Pixel Art — Shrinking

How to shrink a creature sprite without mess its outline

Joana Borges Late
4 min readNov 6, 2020
(zoomed in)
(zoomed in)

Painting a small image pixel by pixel is called Pixel Art. Even when we use the ‘bucket’ tool to paint many pixels at once, we still have CONTROL over each pixel.

The problem with Pixel Art is that often a single pixel or a pair of pixels has to express many things, requiring the artist to be very, very skilled and spend a lot of time experimenting.

So, sometimes people paint a bigger picture and shrink it later. Which is not a Pixel Art technique, but it does the job easily.

In this small article we are going to examine this technique a bit.

Note: This article considers only shrinking algorithms that merge pixels. So, this is not applicable to the Nearest Neighbour algorithm, for example.

Original 200 x 200 pixels image
(true size)

Above we see a simple 200 x 200 pixels image.
Below we see that image scaled down to 100 x 100 pixels.

Image scaled down to 100 x 100 pixels
(true size)

Let’s take a closer look.

Zoomed in view of reduced image
(zoomed in)

The orange rectangle was perfectly reduced.
But the blue rectangle got blurry borders.
Why?

Except for the colors, the blue rectangle is identical to the orange rectangle.

The difference in their positions causes different results!

Let’s see 2 tiny rectangles being reduced.

Example A

4 pixels (white, white, black, black)
(zoomed in)

Take a tiny rectangle: 4 pixels wide and 1 pixel high (4 x 1 pixels):
[ white white black black ].

Now, shrink it to 2 x 1 pixels rectangle.

The algorithm combines the value of the first pair of pixels:
white + whitewhite

Then the algorithm combines the values of the second pair of pixels:
black + blackblack

The new rectangle is [ white black ].
We have a perfect reduction!

Example B

4 pixels (white, black, black, white)
(zoomed in)

Now, take a tiny rectangle: 4 pixels wide and 1 pixel high (4 x 1 pixels):
[ white black black white ].

Now, shrink it to 2 x 1 pixels rectangle.

The algorithm combines the value of the first pair of pixels:
white + blackgrey

Then the algorithm combines the values of the second pair of pixels:
black + whitegrey

The new rectangle is [ grey grey ].
The reduced rectangle does not match the original one!

In Practice

Enough theory!

The purpose of this article is to show the trick to reduce images that have blank areas (completely transparent); usually any video game creature sprite.

In this case (sprite with blank areas) we don’t care about merge or blur inner pixels. Blur inner pixels is exactly what we expect (assuming we could not achieve a better result just by using Pixel Art on the sprite at normal size). Anyway we can always apply small corrections using Pixel Art later.

Our problem is avoid mess the (external) outline, often black, with the blank area around. This weakens the outline and also creates ugly translucent pixels in the neighbourhood.

Repositioning the creature inside the sprite is not a solution because the outline uses to be so irregular that we can’t protect all parts while shrinking.

The Solution

So… what’s the trick?

  1. create the outline in the final size (before scale up)
  2. scale up the image, doubling width and height, in pixelated mode
  3. edit the image without displacing its content
  4. scale down to the previous size in smooth mode

In case you are editing with BobSprite: there are two buttons that do just that for you.

BobSprite Scale Buttons
BobSprite Scale Buttons

That’s it. It is easier to do than to read the instructions!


- Aim of the task: The answer is an exact repeat of the entries below, with the pictures omitted.

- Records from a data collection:

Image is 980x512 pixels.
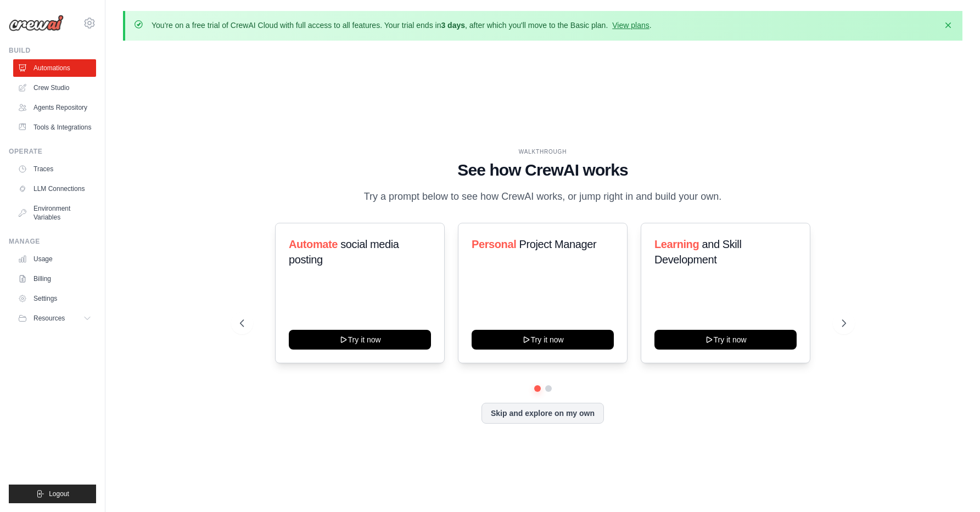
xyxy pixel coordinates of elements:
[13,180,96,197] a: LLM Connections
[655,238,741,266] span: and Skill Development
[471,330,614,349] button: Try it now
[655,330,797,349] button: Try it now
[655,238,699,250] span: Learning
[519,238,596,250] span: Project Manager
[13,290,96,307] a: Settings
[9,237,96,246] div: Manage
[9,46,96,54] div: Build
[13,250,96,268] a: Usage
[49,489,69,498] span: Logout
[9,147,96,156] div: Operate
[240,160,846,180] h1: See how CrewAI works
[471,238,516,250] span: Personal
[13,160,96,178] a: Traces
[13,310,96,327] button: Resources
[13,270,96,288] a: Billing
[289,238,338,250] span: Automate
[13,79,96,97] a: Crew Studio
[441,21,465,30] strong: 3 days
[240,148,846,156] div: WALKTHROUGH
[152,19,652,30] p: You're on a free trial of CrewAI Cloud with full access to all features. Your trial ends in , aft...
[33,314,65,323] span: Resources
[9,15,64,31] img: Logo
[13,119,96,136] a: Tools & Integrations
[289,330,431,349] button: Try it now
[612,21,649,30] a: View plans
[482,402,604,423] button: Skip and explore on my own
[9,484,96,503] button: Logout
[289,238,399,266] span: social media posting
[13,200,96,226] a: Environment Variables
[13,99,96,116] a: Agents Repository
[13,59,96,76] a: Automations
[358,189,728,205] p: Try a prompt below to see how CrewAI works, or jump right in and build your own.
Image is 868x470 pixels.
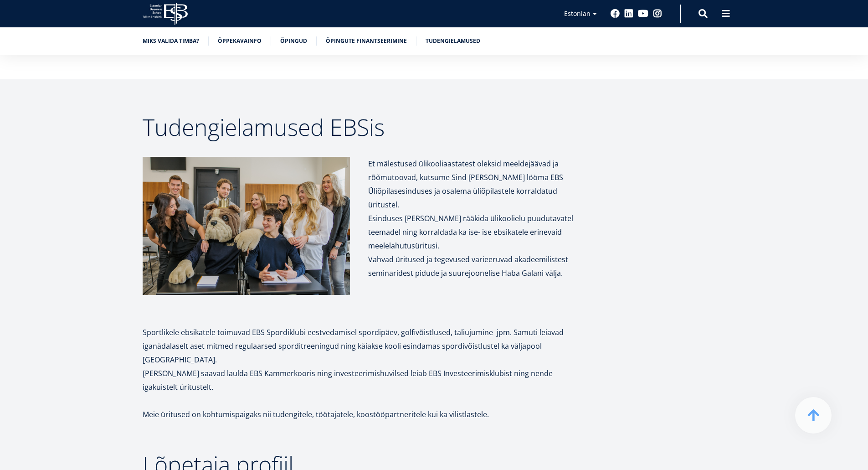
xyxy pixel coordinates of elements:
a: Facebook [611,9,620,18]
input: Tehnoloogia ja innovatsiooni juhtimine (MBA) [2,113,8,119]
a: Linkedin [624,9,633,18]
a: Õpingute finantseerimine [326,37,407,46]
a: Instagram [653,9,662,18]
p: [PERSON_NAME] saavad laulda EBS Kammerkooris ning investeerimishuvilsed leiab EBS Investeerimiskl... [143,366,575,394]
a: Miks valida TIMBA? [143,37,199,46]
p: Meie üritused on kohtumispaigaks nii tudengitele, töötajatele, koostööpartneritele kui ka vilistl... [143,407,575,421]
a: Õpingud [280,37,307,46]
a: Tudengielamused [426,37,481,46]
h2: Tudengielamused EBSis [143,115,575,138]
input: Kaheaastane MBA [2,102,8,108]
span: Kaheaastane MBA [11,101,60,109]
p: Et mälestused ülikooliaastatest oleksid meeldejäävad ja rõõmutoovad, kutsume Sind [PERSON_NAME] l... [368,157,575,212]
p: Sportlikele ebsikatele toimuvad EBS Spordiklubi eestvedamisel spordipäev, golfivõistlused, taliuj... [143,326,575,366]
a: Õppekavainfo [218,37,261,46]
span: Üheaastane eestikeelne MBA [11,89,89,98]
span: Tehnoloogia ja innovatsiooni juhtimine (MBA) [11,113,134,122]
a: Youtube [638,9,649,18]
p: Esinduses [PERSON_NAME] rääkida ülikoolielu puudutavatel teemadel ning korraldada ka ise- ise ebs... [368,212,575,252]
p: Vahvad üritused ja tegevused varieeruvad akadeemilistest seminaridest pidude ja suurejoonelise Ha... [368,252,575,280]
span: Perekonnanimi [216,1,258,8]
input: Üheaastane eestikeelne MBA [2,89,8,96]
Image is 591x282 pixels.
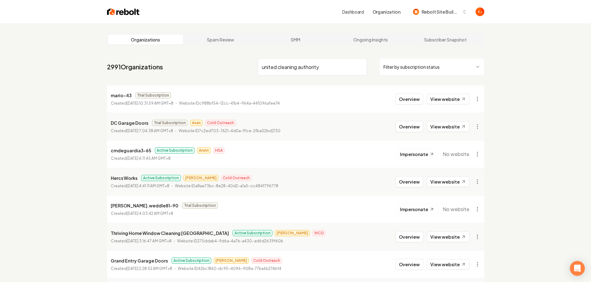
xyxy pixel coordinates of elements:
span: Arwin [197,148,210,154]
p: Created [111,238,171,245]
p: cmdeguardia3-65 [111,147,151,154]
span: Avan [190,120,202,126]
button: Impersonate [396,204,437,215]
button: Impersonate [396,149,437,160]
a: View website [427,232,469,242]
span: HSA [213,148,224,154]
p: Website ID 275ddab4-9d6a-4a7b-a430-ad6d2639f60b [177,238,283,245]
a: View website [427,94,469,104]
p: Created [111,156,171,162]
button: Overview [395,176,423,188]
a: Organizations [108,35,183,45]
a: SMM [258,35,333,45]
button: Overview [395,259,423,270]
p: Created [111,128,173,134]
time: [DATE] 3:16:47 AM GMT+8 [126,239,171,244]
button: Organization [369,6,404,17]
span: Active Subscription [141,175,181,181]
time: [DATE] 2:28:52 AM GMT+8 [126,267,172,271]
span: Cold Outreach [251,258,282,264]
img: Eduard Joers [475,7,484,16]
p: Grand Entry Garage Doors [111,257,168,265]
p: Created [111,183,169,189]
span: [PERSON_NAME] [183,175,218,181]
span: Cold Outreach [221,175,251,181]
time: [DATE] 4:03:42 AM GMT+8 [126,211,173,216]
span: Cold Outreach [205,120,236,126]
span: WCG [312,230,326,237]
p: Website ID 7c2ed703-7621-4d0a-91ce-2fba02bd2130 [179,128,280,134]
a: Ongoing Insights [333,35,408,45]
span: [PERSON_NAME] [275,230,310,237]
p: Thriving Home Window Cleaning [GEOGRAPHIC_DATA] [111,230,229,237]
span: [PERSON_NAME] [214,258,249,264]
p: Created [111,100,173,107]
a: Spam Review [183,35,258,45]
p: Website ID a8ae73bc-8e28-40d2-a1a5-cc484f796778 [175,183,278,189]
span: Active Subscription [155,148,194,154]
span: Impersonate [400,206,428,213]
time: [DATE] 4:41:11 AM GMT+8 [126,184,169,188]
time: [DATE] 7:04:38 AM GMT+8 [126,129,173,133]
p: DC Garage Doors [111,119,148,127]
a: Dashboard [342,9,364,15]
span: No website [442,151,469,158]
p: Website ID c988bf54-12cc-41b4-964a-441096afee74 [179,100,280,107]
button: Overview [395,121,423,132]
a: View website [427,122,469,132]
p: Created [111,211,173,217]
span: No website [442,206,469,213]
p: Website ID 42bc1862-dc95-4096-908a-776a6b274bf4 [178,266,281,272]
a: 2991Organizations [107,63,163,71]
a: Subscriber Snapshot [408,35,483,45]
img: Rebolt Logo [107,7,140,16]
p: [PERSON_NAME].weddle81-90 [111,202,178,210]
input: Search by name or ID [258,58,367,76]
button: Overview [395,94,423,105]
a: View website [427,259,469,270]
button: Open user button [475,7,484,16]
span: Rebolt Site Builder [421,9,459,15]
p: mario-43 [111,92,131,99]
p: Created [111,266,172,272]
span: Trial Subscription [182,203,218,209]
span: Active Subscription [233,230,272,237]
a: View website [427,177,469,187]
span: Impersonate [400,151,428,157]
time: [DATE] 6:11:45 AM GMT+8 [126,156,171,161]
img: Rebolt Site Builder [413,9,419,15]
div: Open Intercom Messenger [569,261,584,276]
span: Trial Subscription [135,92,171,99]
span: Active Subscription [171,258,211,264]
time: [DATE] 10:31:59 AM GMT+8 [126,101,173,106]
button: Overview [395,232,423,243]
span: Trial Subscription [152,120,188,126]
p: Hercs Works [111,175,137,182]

- Expected answer:
Image is 980x512 pixels.
xyxy pixel coordinates of elements:
[13,180,96,197] a: LLM Connections
[655,238,741,266] span: and Skill Development
[471,330,614,349] button: Try it now
[655,330,797,349] button: Try it now
[655,238,699,250] span: Learning
[519,238,596,250] span: Project Manager
[13,290,96,307] a: Settings
[9,237,96,246] div: Manage
[9,46,96,54] div: Build
[13,250,96,268] a: Usage
[49,489,69,498] span: Logout
[9,147,96,156] div: Operate
[240,160,846,180] h1: See how CrewAI works
[471,238,516,250] span: Personal
[13,160,96,178] a: Traces
[13,310,96,327] button: Resources
[13,270,96,288] a: Billing
[289,238,338,250] span: Automate
[13,79,96,97] a: Crew Studio
[441,21,465,30] strong: 3 days
[240,148,846,156] div: WALKTHROUGH
[152,19,652,30] p: You're on a free trial of CrewAI Cloud with full access to all features. Your trial ends in , aft...
[33,314,65,323] span: Resources
[9,15,64,31] img: Logo
[13,119,96,136] a: Tools & Integrations
[289,330,431,349] button: Try it now
[612,21,649,30] a: View plans
[482,402,604,423] button: Skip and explore on my own
[9,484,96,503] button: Logout
[289,238,399,266] span: social media posting
[13,200,96,226] a: Environment Variables
[13,99,96,116] a: Agents Repository
[13,59,96,76] a: Automations
[358,189,728,205] p: Try a prompt below to see how CrewAI works, or jump right in and build your own.
Image is 868x470 pixels.
xyxy pixel coordinates of elements:
a: Facebook [611,9,620,18]
input: Tehnoloogia ja innovatsiooni juhtimine (MBA) [2,113,8,119]
a: Linkedin [624,9,633,18]
a: Õpingute finantseerimine [326,37,407,46]
a: Instagram [653,9,662,18]
p: [PERSON_NAME] saavad laulda EBS Kammerkooris ning investeerimishuvilsed leiab EBS Investeerimiskl... [143,366,575,394]
a: Miks valida TIMBA? [143,37,199,46]
p: Meie üritused on kohtumispaigaks nii tudengitele, töötajatele, koostööpartneritele kui ka vilistl... [143,407,575,421]
a: Õpingud [280,37,307,46]
a: Tudengielamused [426,37,481,46]
h2: Tudengielamused EBSis [143,115,575,138]
input: Kaheaastane MBA [2,102,8,108]
span: Kaheaastane MBA [11,101,60,109]
p: Et mälestused ülikooliaastatest oleksid meeldejäävad ja rõõmutoovad, kutsume Sind [PERSON_NAME] l... [368,157,575,212]
p: Sportlikele ebsikatele toimuvad EBS Spordiklubi eestvedamisel spordipäev, golfivõistlused, taliuj... [143,326,575,366]
a: Õppekavainfo [218,37,261,46]
span: Üheaastane eestikeelne MBA [11,89,89,98]
span: Tehnoloogia ja innovatsiooni juhtimine (MBA) [11,113,134,122]
a: Youtube [638,9,649,18]
p: Esinduses [PERSON_NAME] rääkida ülikoolielu puudutavatel teemadel ning korraldada ka ise- ise ebs... [368,212,575,252]
p: Vahvad üritused ja tegevused varieeruvad akadeemilistest seminaridest pidude ja suurejoonelise Ha... [368,252,575,280]
span: Perekonnanimi [216,1,258,8]
input: Üheaastane eestikeelne MBA [2,89,8,96]
Image is 591x282 pixels.
xyxy pixel coordinates of elements:
span: Arwin [197,148,210,154]
p: Created [111,238,171,245]
p: cmdeguardia3-65 [111,147,151,154]
span: Avan [190,120,202,126]
button: Impersonate [396,204,437,215]
button: Impersonate [396,149,437,160]
a: View website [427,232,469,242]
span: HSA [213,148,224,154]
p: Website ID 275ddab4-9d6a-4a7b-a430-ad6d2639f60b [177,238,283,245]
a: View website [427,94,469,104]
p: Created [111,156,171,162]
button: Overview [395,176,423,188]
a: Organizations [108,35,183,45]
a: SMM [258,35,333,45]
button: Overview [395,259,423,270]
p: Created [111,128,173,134]
time: [DATE] 3:16:47 AM GMT+8 [126,239,171,244]
button: Organization [369,6,404,17]
span: Active Subscription [141,175,181,181]
time: [DATE] 2:28:52 AM GMT+8 [126,267,172,271]
span: Cold Outreach [251,258,282,264]
img: Eduard Joers [475,7,484,16]
p: Grand Entry Garage Doors [111,257,168,265]
p: Created [111,183,169,189]
span: [PERSON_NAME] [183,175,218,181]
span: Cold Outreach [221,175,251,181]
time: [DATE] 4:03:42 AM GMT+8 [126,211,173,216]
span: Cold Outreach [205,120,236,126]
span: WCG [312,230,326,237]
p: Website ID 7c2ed703-7621-4d0a-91ce-2fba02bd2130 [179,128,280,134]
a: Ongoing Insights [333,35,408,45]
span: [PERSON_NAME] [275,230,310,237]
p: Thriving Home Window Cleaning [GEOGRAPHIC_DATA] [111,230,229,237]
span: [PERSON_NAME] [214,258,249,264]
p: Created [111,100,173,107]
a: Spam Review [183,35,258,45]
p: Website ID a8ae73bc-8e28-40d2-a1a5-cc484f796778 [175,183,278,189]
span: Active Subscription [155,148,194,154]
span: Impersonate [400,206,428,213]
time: [DATE] 4:41:11 AM GMT+8 [126,184,169,188]
time: [DATE] 7:04:38 AM GMT+8 [126,129,173,133]
p: DC Garage Doors [111,119,148,127]
a: Dashboard [342,9,364,15]
span: No website [442,151,469,158]
p: Website ID c988bf54-12cc-41b4-964a-441096afee74 [179,100,280,107]
button: Overview [395,121,423,132]
a: View website [427,122,469,132]
p: Created [111,211,173,217]
span: No website [442,206,469,213]
p: Website ID 42bc1862-dc95-4096-908a-776a6b274bf4 [178,266,281,272]
a: 2991Organizations [107,63,163,71]
a: Subscriber Snapshot [408,35,483,45]
img: Rebolt Logo [107,7,140,16]
p: [PERSON_NAME].weddle81-90 [111,202,178,210]
input: Search by name or ID [258,58,367,76]
button: Overview [395,94,423,105]
a: View website [427,259,469,270]
button: Open user button [475,7,484,16]
span: Rebolt Site Builder [421,9,459,15]
p: mario-43 [111,92,131,99]
p: Created [111,266,172,272]
span: Trial Subscription [182,203,218,209]
span: Active Subscription [233,230,272,237]
a: View website [427,177,469,187]
span: Impersonate [400,151,428,157]
time: [DATE] 6:11:45 AM GMT+8 [126,156,171,161]
img: Rebolt Site Builder [413,9,419,15]
div: Open Intercom Messenger [569,261,584,276]
span: Trial Subscription [135,92,171,99]
span: Active Subscription [171,258,211,264]
time: [DATE] 10:31:59 AM GMT+8 [126,101,173,106]
button: Overview [395,232,423,243]
span: Trial Subscription [152,120,188,126]
p: Hercs Works [111,175,137,182]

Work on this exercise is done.